DONETSK: Pro-Kremlin rebels in eastern Ukraine on Saturday released a second group of European monitors after being pressed by Russian President Vladimir Putin to meet the terms of a tenuous truce with Kiev.
Both Ukraine and its Western allies have been seeking concrete steps from Russia to back up the ceasefire Kiev extended with the militias on Friday in the hope of calming a deadly insurgency sparked by the country's new westward course.
The four monitors from Organisation for Security and Cooperation in Europe (OSCE) one woman and three men looked tired but relieved as they were handed over by heavily-armed rebels to one of the group's representative at a hotel in the eastern hub city of Donetsk at around 1800 GMT.
"We are releasing the last four observers who were being held on the territory of the Lugansk People's Republic," the prime minister of the self-proclaimed Donetsk People's Republic told reporters.
"We consider that we have fulfilled all our obligations," Oleksandr Borodai said.
The first group detained on May 26 in the Donetsk province was handed over to the OSCE on Thursday.
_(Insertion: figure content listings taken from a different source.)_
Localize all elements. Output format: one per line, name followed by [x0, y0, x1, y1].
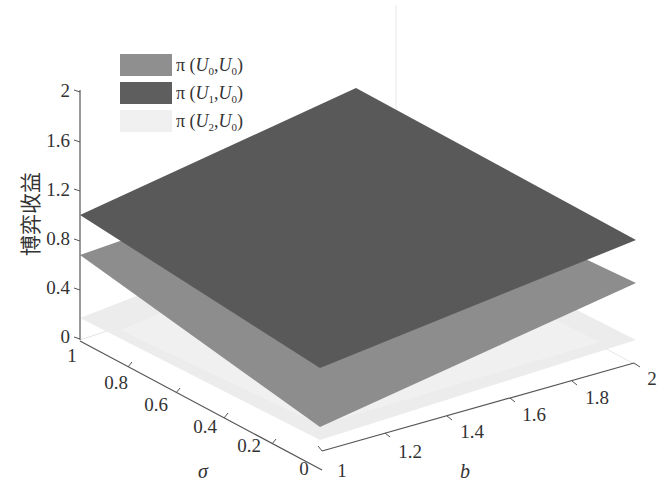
- z-axis-label: 博弈收益: [19, 172, 43, 256]
- z-axis-ticks: [74, 90, 80, 339]
- sigma-tick-1: 1: [67, 345, 77, 366]
- z-tick-0.4: 0.4: [46, 277, 70, 298]
- b-tick-2: 2: [647, 368, 657, 389]
- z-tick-2: 2: [61, 80, 71, 101]
- legend-label-u1: π (U1,U0): [176, 83, 243, 105]
- sigma-tick-0.2: 0.2: [237, 435, 261, 456]
- sigma-tick-0.6: 0.6: [144, 394, 168, 415]
- z-tick-1.6: 1.6: [46, 130, 70, 151]
- z-tick-1.2: 1.2: [46, 179, 70, 200]
- b-tick-1.4: 1.4: [460, 421, 484, 442]
- sigma-tick-0: 0: [299, 458, 309, 479]
- z-tick-0.8: 0.8: [46, 228, 70, 249]
- z-tick-0: 0: [61, 326, 71, 347]
- b-tick-1.2: 1.2: [398, 441, 422, 462]
- b-tick-1.8: 1.8: [585, 387, 609, 408]
- b-tick-1.6: 1.6: [522, 404, 546, 425]
- legend-swatch-u2: [120, 110, 172, 132]
- b-tick-1: 1: [337, 460, 347, 481]
- legend: π (U0,U0) π (U1,U0) π (U2,U0): [120, 54, 243, 133]
- sigma-tick-0.4: 0.4: [193, 416, 217, 437]
- sigma-axis-label: σ: [198, 460, 209, 482]
- legend-swatch-u0: [120, 54, 172, 76]
- b-axis-label: b: [460, 460, 470, 482]
- legend-swatch-u1: [120, 82, 172, 104]
- sigma-tick-0.8: 0.8: [104, 372, 128, 393]
- legend-label-u0: π (U0,U0): [176, 55, 243, 77]
- legend-label-u2: π (U2,U0): [176, 111, 243, 133]
- chart-canvas: 0 0.4 0.8 1.2 1.6 2 博弈收益 1 0.8 0.6 0.4 0…: [0, 0, 672, 501]
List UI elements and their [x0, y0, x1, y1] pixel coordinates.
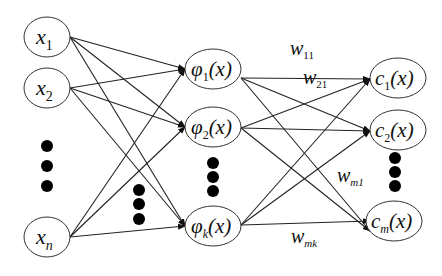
output-node-2: c2(x): [370, 110, 426, 150]
hidden-node-2: φ2(x): [185, 107, 241, 147]
input-hidden-edges: [70, 37, 185, 237]
hidden-node-k: φk(x): [185, 206, 241, 246]
weight-label-wm1: wm1: [337, 164, 364, 188]
input-ellipsis-icon: [41, 140, 53, 192]
hidden-ellipsis-icon: [207, 157, 219, 197]
weight-label-w21: w21: [303, 66, 327, 90]
output-node-m: cm(x): [366, 201, 422, 241]
weight-label-w11: w11: [290, 37, 314, 61]
weight-label-wmk: wmk: [291, 225, 318, 249]
input-node-n: xn: [24, 217, 70, 257]
svg-text:wm1: wm1: [337, 164, 364, 188]
svg-text:c2(x): c2(x): [375, 118, 414, 145]
svg-text:wmk: wmk: [291, 225, 318, 249]
svg-text:c1(x): c1(x): [375, 66, 414, 93]
svg-text:w11: w11: [290, 37, 314, 61]
input-node-2: x2: [24, 68, 70, 108]
output-node-1: c1(x): [370, 58, 426, 98]
svg-text:φk(x): φk(x): [191, 214, 231, 241]
edge-ellipsis-icon: [133, 184, 145, 225]
hidden-node-1: φ1(x): [185, 49, 241, 89]
output-ellipsis-icon: [389, 152, 401, 192]
svg-text:w21: w21: [303, 66, 327, 90]
svg-text:cm(x): cm(x): [371, 209, 412, 236]
input-node-1: x1: [24, 17, 70, 57]
svg-text:φ1(x): φ1(x): [191, 57, 232, 84]
hidden-output-edges: [241, 78, 370, 231]
rbf-network-diagram: x1 x2 xn φ1(x) φ2(x) φk(x) c1(x): [0, 0, 442, 276]
svg-text:φ2(x): φ2(x): [191, 115, 232, 142]
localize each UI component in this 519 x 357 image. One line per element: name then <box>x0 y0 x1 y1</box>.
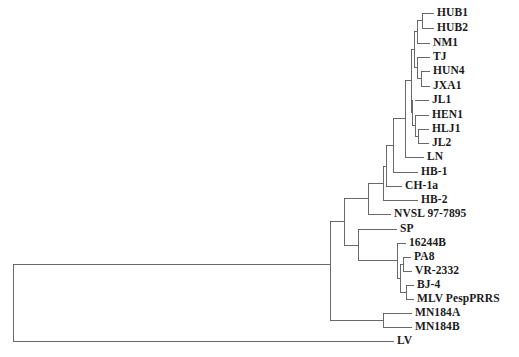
taxon-label-mn184b: MN184B <box>415 321 460 333</box>
taxon-label-jxa1: JXA1 <box>433 80 462 92</box>
taxon-label-hb-1: HB-1 <box>421 166 448 178</box>
taxon-label-hen1: HEN1 <box>432 109 463 121</box>
taxon-label-mn184a: MN184A <box>415 307 460 319</box>
taxon-label-sp: SP <box>400 223 414 235</box>
taxon-label-mlv-pespprrs: MLV PespPRRS <box>417 293 500 305</box>
taxon-label-ch-1a: CH-1a <box>405 180 438 192</box>
branch-group <box>13 13 434 341</box>
taxon-label-jl1: JL1 <box>432 94 451 106</box>
taxon-label-nvsl-97-7895: NVSL 97-7895 <box>394 208 466 220</box>
taxon-label-tj: TJ <box>433 51 447 63</box>
taxon-label-jl2: JL2 <box>432 137 451 149</box>
taxon-label-hun4: HUN4 <box>433 65 465 77</box>
taxon-label-vr-2332: VR-2332 <box>415 265 459 277</box>
taxon-label-ln: LN <box>427 151 443 163</box>
taxon-label-16244b: 16244B <box>409 237 446 249</box>
taxon-label-hlj1: HLJ1 <box>432 123 461 135</box>
taxon-label-hub2: HUB2 <box>437 22 468 34</box>
phylogenetic-tree-figure: HUB1HUB2NM1TJHUN4JXA1JL1HEN1HLJ1JL2LNHB-… <box>0 0 519 357</box>
taxon-label-hub1: HUB1 <box>437 7 468 19</box>
taxon-label-lv: LV <box>397 335 412 347</box>
taxon-label-pa8: PA8 <box>414 251 435 263</box>
taxon-label-hb-2: HB-2 <box>421 194 448 206</box>
taxon-label-nm1: NM1 <box>433 37 458 49</box>
taxon-label-bj-4: BJ-4 <box>417 279 440 291</box>
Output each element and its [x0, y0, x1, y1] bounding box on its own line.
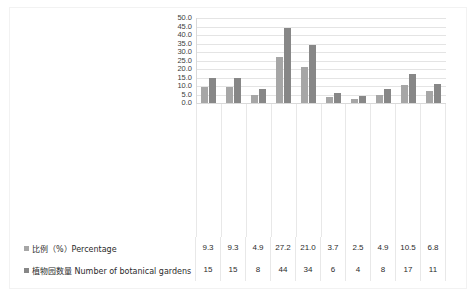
table-cell-value: 6.8	[421, 237, 446, 259]
category-cell: 园林部门Landscaping Department	[297, 104, 322, 237]
table-cell-value: 4.9	[246, 237, 271, 259]
category-cell: 港澳台Hong Kong, Macao and Taiwan	[396, 104, 421, 237]
y-axis-tick-label: 45.0	[177, 23, 192, 31]
bar-column	[246, 18, 271, 103]
legend-swatch-icon	[24, 246, 29, 251]
y-axis-tick-label: 50.0	[177, 14, 192, 22]
y-axis-tick-label: 15.0	[177, 74, 192, 82]
table-cell-value: 8	[246, 259, 271, 281]
category-cell: 科技部门Sci-Tech Department	[371, 104, 396, 237]
table-cell-value: 4.9	[371, 237, 396, 259]
bar-count[interactable]	[434, 84, 441, 103]
bar-percentage[interactable]	[426, 91, 433, 103]
legend-item-count[interactable]: 植物园数量 Number of botanical gardens	[20, 259, 196, 281]
table-cell-value: 15	[221, 259, 246, 281]
bar-column	[296, 18, 321, 103]
category-cell: 企业/其他Enterprises/others	[421, 104, 446, 237]
bar-count[interactable]	[234, 78, 241, 104]
y-axis-tick-label: 20.0	[177, 65, 192, 73]
legend-label: 植物园数量 Number of botanical gardens	[32, 265, 191, 276]
y-axis-tick-label: 5.0	[182, 91, 192, 99]
bar-column	[196, 18, 221, 103]
y-axis-tick-label: 30.0	[177, 48, 192, 56]
table-cell-value: 44	[271, 259, 296, 281]
table-cell-value: 2.5	[346, 237, 371, 259]
bar-column	[271, 18, 296, 103]
y-axis-tick-label: 35.0	[177, 40, 192, 48]
bar-count[interactable]	[284, 28, 291, 103]
plot-area	[196, 18, 446, 103]
legend-swatch-icon	[24, 268, 29, 273]
table-cell-value: 27.2	[271, 237, 296, 259]
y-axis-tick-label: 25.0	[177, 57, 192, 65]
table-cell-value: 9.3	[196, 237, 221, 259]
category-cell: 农业部门Agricultural Department	[322, 104, 347, 237]
table-cell-value: 34	[296, 259, 321, 281]
bar-percentage[interactable]	[226, 87, 233, 103]
category-cell: 林业部门Forest Department	[272, 104, 297, 237]
table-cell-value: 6	[321, 259, 346, 281]
bar-percentage[interactable]	[276, 57, 283, 103]
bar-column	[346, 18, 371, 103]
bar-column	[396, 18, 421, 103]
bar-count[interactable]	[309, 45, 316, 103]
table-row: 植物园数量 Number of botanical gardens 151584…	[20, 259, 446, 281]
data-table: 比例（%）Percentage 9.39.34.927.221.03.72.54…	[20, 237, 446, 281]
bar-percentage[interactable]	[376, 95, 383, 103]
bar-group	[196, 18, 446, 103]
bar-count[interactable]	[384, 89, 391, 103]
legend-label: 比例（%）Percentage	[32, 243, 117, 254]
table-cell-value: 17	[396, 259, 421, 281]
table-cell-value: 3.7	[321, 237, 346, 259]
y-axis-tick-label: 40.0	[177, 31, 192, 39]
table-cell-value: 9.3	[221, 237, 246, 259]
y-axis-tick-label: 0.0	[182, 99, 192, 107]
bar-column	[221, 18, 246, 103]
chart-figure: 50.045.040.035.030.025.020.015.010.05.00…	[0, 0, 475, 297]
table-cell-value: 4	[346, 259, 371, 281]
bar-percentage[interactable]	[251, 95, 258, 103]
bar-count[interactable]	[334, 93, 341, 103]
bar-column	[321, 18, 346, 103]
bar-count[interactable]	[259, 89, 266, 103]
category-cell: 住房与建设部门Housing/Urban-Rural Department	[247, 104, 272, 237]
bar-percentage[interactable]	[401, 85, 408, 103]
table-cell-value: 15	[196, 259, 221, 281]
table-cell-value: 10.5	[396, 237, 421, 259]
category-cell: 医药部门Medical/Medicinal Department	[346, 104, 371, 237]
bar-percentage[interactable]	[301, 67, 308, 103]
bar-count[interactable]	[359, 96, 366, 103]
table-cell-value: 8	[371, 259, 396, 281]
y-axis: 50.045.040.035.030.025.020.015.010.05.00…	[160, 13, 194, 108]
bar-count[interactable]	[409, 74, 416, 103]
bar-percentage[interactable]	[201, 87, 208, 103]
table-cell-value: 21.0	[296, 237, 321, 259]
bar-column	[421, 18, 446, 103]
legend-item-percentage[interactable]: 比例（%）Percentage	[20, 237, 196, 259]
category-cell: 中国科学院CAS	[196, 104, 222, 237]
table-cell-value: 11	[421, 259, 446, 281]
bar-count[interactable]	[209, 78, 216, 104]
y-axis-tick-label: 10.0	[177, 82, 192, 90]
category-cell: 教育部门Education Department	[222, 104, 247, 237]
x-axis-category-labels: 中国科学院CAS教育部门Education Department住房与建设部门H…	[196, 103, 446, 237]
table-row: 比例（%）Percentage 9.39.34.927.221.03.72.54…	[20, 237, 446, 259]
bar-column	[371, 18, 396, 103]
Borodai said one the second team's members was from Russia but gave no other details.
The Vienna-based organisation's representative at the handover also hailed their colleagues' freedom.
"We welcome the return of the last four of the missing OSCE special monitoring teammates after a month away," deputy mission head Mark Etherington said in a statement.
"The detention of OSCE monitors has substantially constrained the operations of the mission in eastern Ukraine at a time when a flow of objective information has never been more important."
The OSCE a 57-nation body created in the 1970s to oversee European security during the Cold War has played a central role in trying to mediate an end to a 12-week insurgency convulsing the ex-Soviet state.
Ukrainian President Petro Poroshenko returned triumphant from Brussels on Friday having opened the way to his splintered state's eventual membership in the European Union by signing the final chapters of a landmark free trade and political association accord.
The 1,200-page tome spells out the minute details of the terms under which Kiev will slip from the Kremlin's embrace and tie its future to European economic standards and values on human rights.
But Poroshenko had ordered his top security chiefs to meet him at the airport on landing in order to make a fateful decision about prolonging an expiring truce with rebels who have seized effective control of Ukraine's industrial east.
The rebel uprising has killed nearly 450 people and is viewed by both Kiev and its Western allies as Putin's revenge for the February toppling of a leader who had ditched the very EU accord Poroshenko had signed in Brussels.
Poroshenko ultimately decided to extend the shaky ceasefire until Monday evening under the condition that Russia requires the insurgents to return border crossings to Ukrainian forces and set up a monitoring mechanism for a long-term truce.
A spokesman for Ukraine's eastern campaign told AFP that the past day of fighting saw three soldiers killed and six others wounded outside the rebel stronghold city of Slavyansk.
"Everyone knows that a bad peace is better than a good war," Defence Minister Mykhailo Koval told Ukraine's UNIAN news agency.
Poroshenko is expected to enlist the support of German Chancellor Angela Merkel and French President Francois Hollande when he places a scheduled call to Putin on the eve of the ceasefire's expiry.
Sunday's teleconference the second in four days is primarily meant to check on any visible shift in Moscow before the European Union and Washington consider unleashing biting sanctions against Russia's financial and defence sectors the following day.
Putin has publically backed the ceasefire's extensions and promoted direct talks between Poroshenko and top rebel commanders.
But the West wants the Kremlin chief to call on the fighters to lay down their weapons and relinquish control of state buildings they had seized across a dozen eastern cities and towns.
EU leaders agreed at their Brussels summit "to reconvene at any time to adopt further significant restrictive measures if a detailed list of concrete steps are not taken by Russia and the separatists by Monday". The United States stressed that it was also ready to act at any point.
But public statements in Russia have thus far suggested that it was busy preparing an economic counter-offensive against Ukraine that would put up prohibitive barriers to its trade.
Foreign Minister Sergei Lavrov said on Saturday that Moscow would treat Ukraine and the ex-Soviet states of Georgia of Moldova that signed their own EU deals on Friday "based on one criterium how (the agreements) might hurt Russian trade".
Russian and EU ministers have tentatively agreed to meet on July 11 to discuss how Moscow's concerns might be best addressed.